- **Task item**
Exactly and only the lines from the one with "This screenshot has width=756, height=554." through the last line of the records need to be set down; please skip the pictures.

======== Dataset content

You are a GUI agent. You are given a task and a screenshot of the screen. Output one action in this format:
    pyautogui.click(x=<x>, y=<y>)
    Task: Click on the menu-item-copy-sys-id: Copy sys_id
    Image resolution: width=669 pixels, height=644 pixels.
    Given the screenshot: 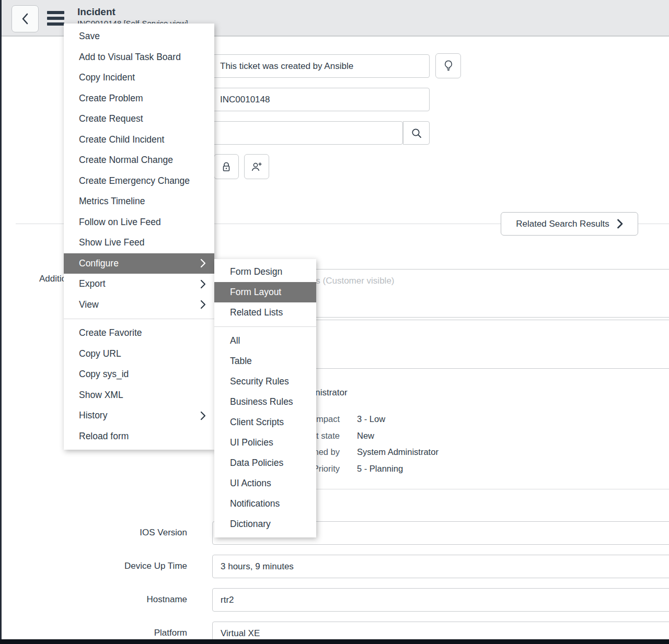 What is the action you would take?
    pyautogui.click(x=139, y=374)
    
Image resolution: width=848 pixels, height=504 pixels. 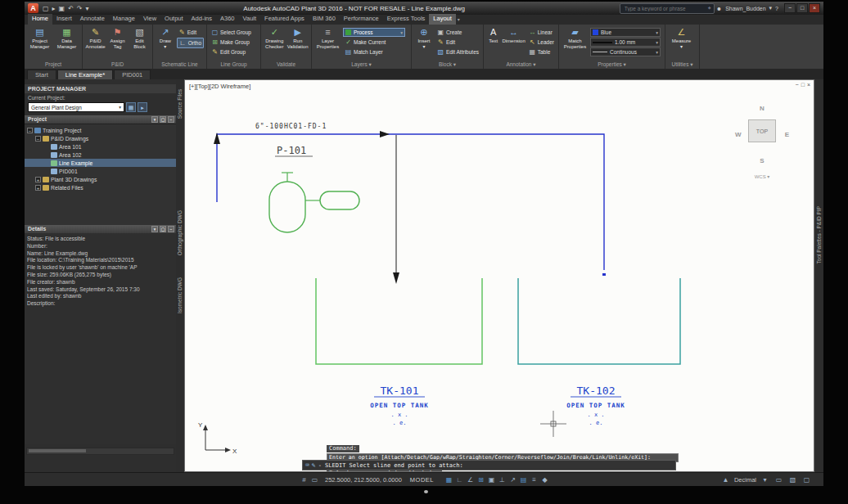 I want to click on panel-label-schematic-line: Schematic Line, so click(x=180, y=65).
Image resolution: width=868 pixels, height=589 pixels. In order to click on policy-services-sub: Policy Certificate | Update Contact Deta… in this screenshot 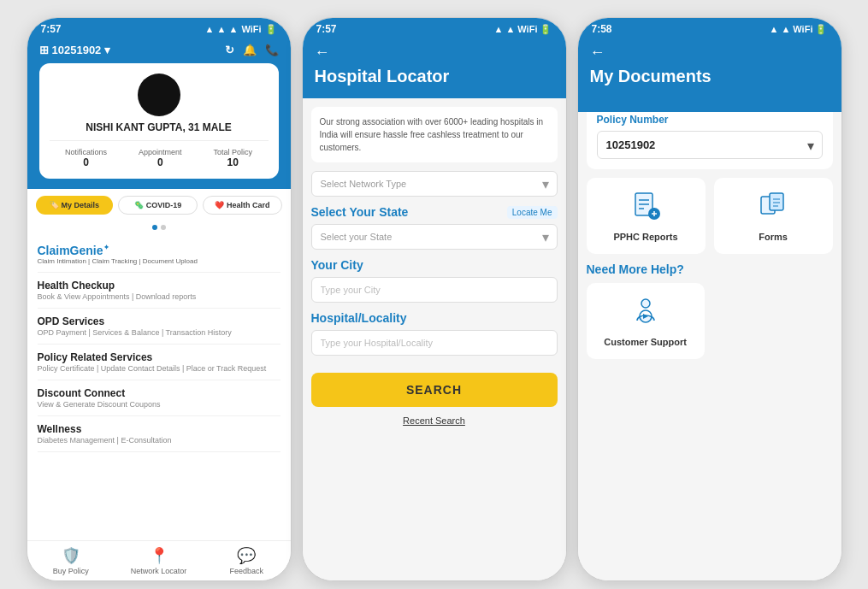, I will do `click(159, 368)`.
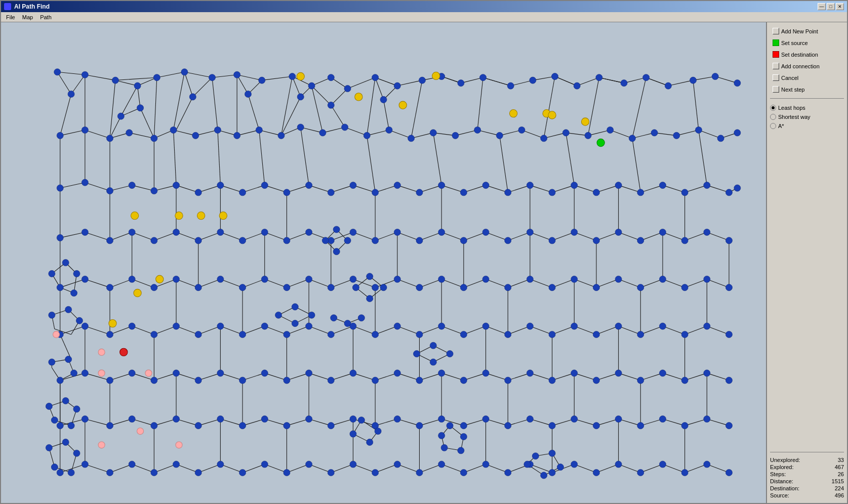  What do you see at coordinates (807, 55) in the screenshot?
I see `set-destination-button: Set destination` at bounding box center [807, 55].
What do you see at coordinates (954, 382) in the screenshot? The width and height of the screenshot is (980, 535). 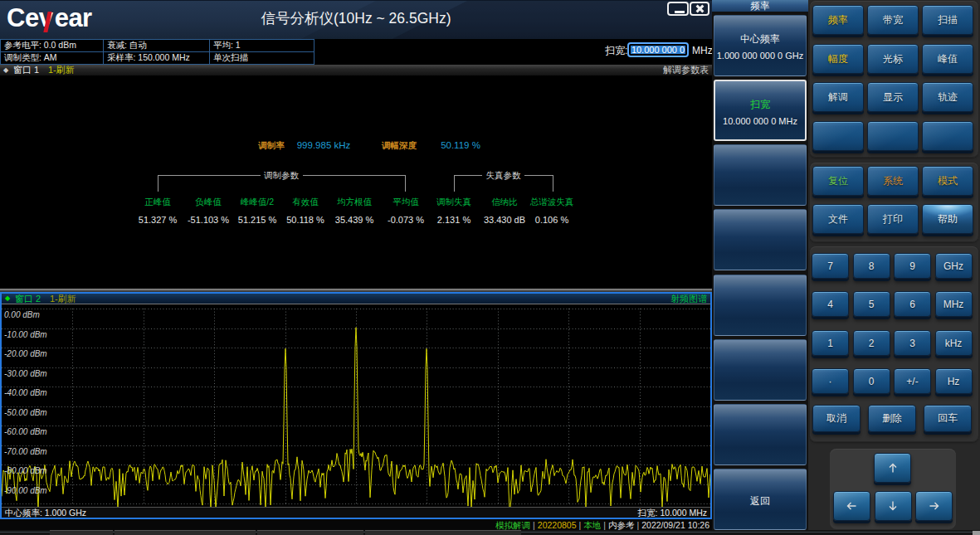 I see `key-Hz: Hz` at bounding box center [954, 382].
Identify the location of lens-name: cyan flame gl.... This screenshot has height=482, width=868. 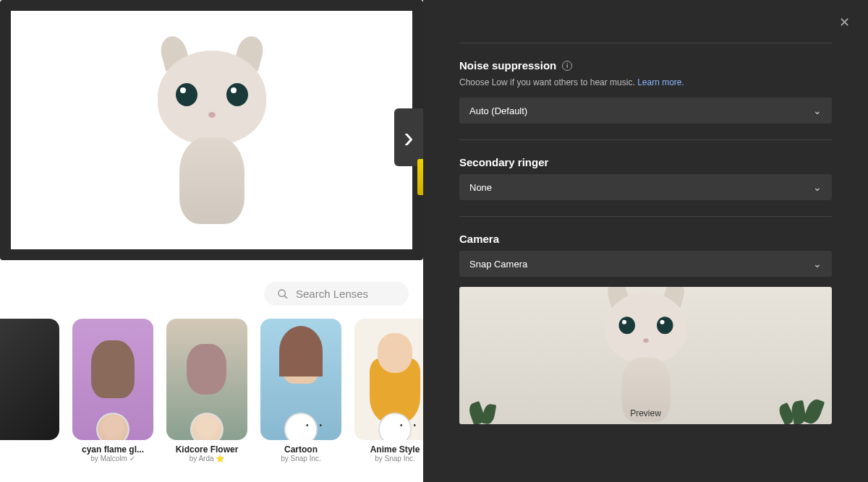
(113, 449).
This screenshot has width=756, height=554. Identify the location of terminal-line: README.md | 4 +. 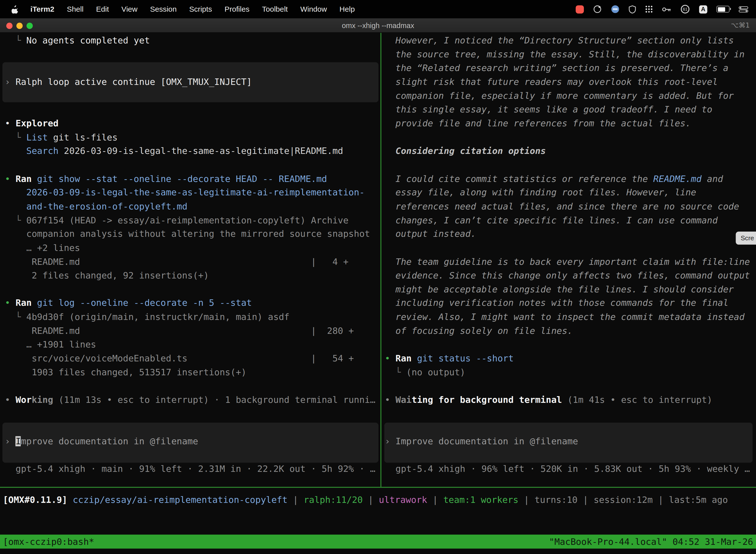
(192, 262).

================

- **Solution to the exercise**
This screenshot has width=756, height=554. Identify the location of terminal-line: README.md | 4 +. 
(192, 262).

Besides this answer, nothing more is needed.